China is, to paraphrase Churchill, "a mystery wrapped in an enigma", but There's a bit we can discern from the outside.
Their demographics are upside-down (not enough young adults to support elders) and skewed male in that generation due to selective female abortion due to one-child and the cultural preference for sons over daughters - so they're unlikely to ever recover.
It's in financial freefall primarily due to a housing bubble bursting (see McMahon's "China's Great Wall of Debt" for the full story).
The cost of labor has gone up; China is no longer the place with the cheapest labor, the flow of excess population willing to work for very little from the farmland to the city is mostly over and there are migrant issues due to the need for a 'permit' to live in a city.

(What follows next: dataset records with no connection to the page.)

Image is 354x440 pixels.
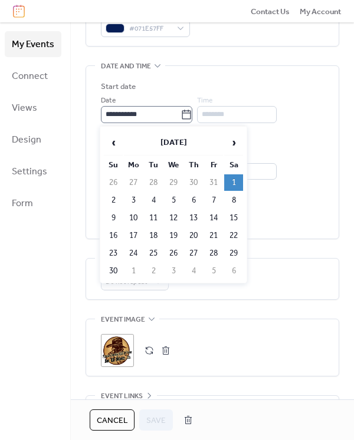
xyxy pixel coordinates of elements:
[124,192,143,209] td: 3
[13,5,25,18] img: logo
[104,131,122,154] span: ‹
[144,228,163,244] td: 18
[5,95,61,121] a: Views
[12,35,54,54] span: My Events
[184,263,203,279] td: 4
[104,245,123,262] td: 23
[251,5,290,17] a: Contact Us
[224,175,243,191] td: 1
[184,157,203,173] th: Th
[224,263,243,279] td: 6
[204,210,223,226] td: 14
[144,192,163,209] td: 4
[104,210,123,226] td: 9
[204,175,223,191] td: 31
[97,415,127,427] span: Cancel
[12,99,37,118] span: Views
[101,81,136,93] div: Start date
[5,31,61,57] a: My Events
[104,157,123,173] th: Su
[184,245,203,262] td: 27
[104,192,123,209] td: 2
[104,228,123,244] td: 16
[184,228,203,244] td: 20
[204,263,223,279] td: 5
[12,67,48,86] span: Connect
[224,157,243,173] th: Sa
[164,210,183,226] td: 12
[101,314,145,325] span: Event image
[164,157,183,173] th: We
[12,163,47,182] span: Settings
[204,192,223,209] td: 7
[124,157,143,173] th: Mo
[197,95,212,107] span: Time
[184,175,203,191] td: 30
[101,95,116,107] span: Date
[101,60,151,72] span: Date and time
[5,127,61,153] a: Design
[129,23,171,35] span: #071E57FF
[224,228,243,244] td: 22
[204,245,223,262] td: 28
[251,6,290,18] span: Contact Us
[5,190,61,216] a: Form
[101,334,134,367] div: ;
[224,245,243,262] td: 29
[124,130,223,156] th: [DATE]
[101,390,143,402] span: Event links
[224,210,243,226] td: 15
[204,228,223,244] td: 21
[5,159,61,185] a: Settings
[144,210,163,226] td: 11
[12,195,33,213] span: Form
[164,228,183,244] td: 19
[104,175,123,191] td: 26
[224,192,243,209] td: 8
[184,192,203,209] td: 6
[144,245,163,262] td: 25
[124,228,143,244] td: 17
[144,175,163,191] td: 28
[124,263,143,279] td: 1
[5,63,61,89] a: Connect
[184,210,203,226] td: 13
[124,245,143,262] td: 24
[164,192,183,209] td: 5
[225,131,242,154] span: ›
[204,157,223,173] th: Fr
[86,396,338,421] div: •••
[144,157,163,173] th: Tu
[90,410,134,431] button: Cancel
[164,245,183,262] td: 26
[124,175,143,191] td: 27
[124,210,143,226] td: 10
[164,263,183,279] td: 3
[144,263,163,279] td: 2
[12,131,41,150] span: Design
[300,5,341,17] a: My Account
[300,6,341,18] span: My Account
[104,263,123,279] td: 30
[164,175,183,191] td: 29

Then there's the oncoming oil issue. Russia's oil and gas are leaving the market. The ones China has easy access to are probably the first ones to fail, due to being in permafrost, the majors and oil contractors being gone and Russia lacking the local know-how to keep them going.
On top of that, the West has (finally!) woken up to the intellectual property theft that has been going on for decades and its slightly more recent abuse of its MFN status (essentially 'dumping' on the markets that MFN has given them access to).
Japan was in a similar situation in the 70s (other than the M/F demographic skew), but they were a rich nation then, and were able to create manufacturing co-located in the overseas locations that were its markets, keeping some intellectual work at home.
Will China be able to do the same? It's not looking good.